As a dissertation, this book excerpts in detail from a small number of classic studies: David Lockwood’s The Blackcoated Worker (1958) on the culture and politics of clerks; Geoffrey Mortimer’s The Blight of Respectability (1897) on respectability and villadom; MacKenzie and Silver’s Angels in Marble (1968) on working class conservatives; Ken Worpole’s Dockers and Detectives (1983) on popular reading; and especially Richard Hoggart’s The Uses of Literacy (1957) on the effects of manufactured mass culture. 

What links them all is a loose thesis about the role of the humanities and social sciences among the British working class and lower middle class, focusing particularly on the success of Pelican books – cheap, authoritative non-fiction sold in Woolworths – in enabling them (us) to infiltrate the cultural preserves of the rich. The acquisition of such knowledge is premised to be a factor in a more progressive politics, not least through better resistance to the ‘unintelligent/ Margarine’ of ‘tabloids’ butter-/ Substitutes’ and other mass-media.    

Considered as poetry, the book starts with a great Howl-ish impetus, bewailing the ‘death throes of a culture’ replaced by ‘vast flatscreens as altarpieces of faith’:

          O this period of ectopic proletariat, common people
          Misplaced in multiples of patchwork overlaps from cash-
          Strapped and poverty-trapped working poor to tip-of-
          The-slagheap grasping aspiration […]

Subsequently it modulates to a mélange of quotation, opinion, skilful précis and generalising description, all spiced with the constantly arresting phrasing (‘stepladders of pipedreams’, &c.) that’s one of the book’s principal pleasures.
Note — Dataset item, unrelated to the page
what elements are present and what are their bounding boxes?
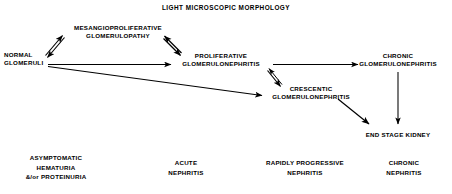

The layout mimics the didactic epics of its genre’s origins: twenty-five stanza-less Roman-numeralled ‘books’. Line-ends are at page-width limits, and there’s little attention to prosody.

As a genre-mix, a number of distinctive characteristics are evident. The lack of titling, paragraphs and even full stops make its chains of argument significantly harder to follow, an unusual approach for a politically engaged work. The semi-colons and ellipses give a provisional feel to its statements. The absence of referencing means the extensive quoting is troublesome to verify. Repetitions in phrasing and aperçu (‘Hemingway’s ‘iceberg’’ sensibility; Hoggart as Hogarth…) suggest line-level inattentiveness at final edit, adding to the impression of urgency or hurry. The thin bibliography reflects its constricted scope: readers looking for pointers towards contextual perspectives (Bourdieu? Williams? Hall? Home?) or towards more in-depth analyses accounting for regionalism, gender, imperialism, technology or workers’ reading ‘against the grain’ (extracting pleasure from popular entertainments while remaining sceptical about their ideology) must find them elsewhere.

The book ends by noting the reappearance of the Pelican brand and by hoping for a new ‘aspiring readership’. For all its difficulties, the importance and interest of its topic alone should recommend it, even if ultimately it only sends you back to (re-)reading its sources. On the other hand, it might inspire you towards the OU, the WEA, FutureLearn, a New Pelican, or other good small-press stuff from the brilliantly radical Smokestack.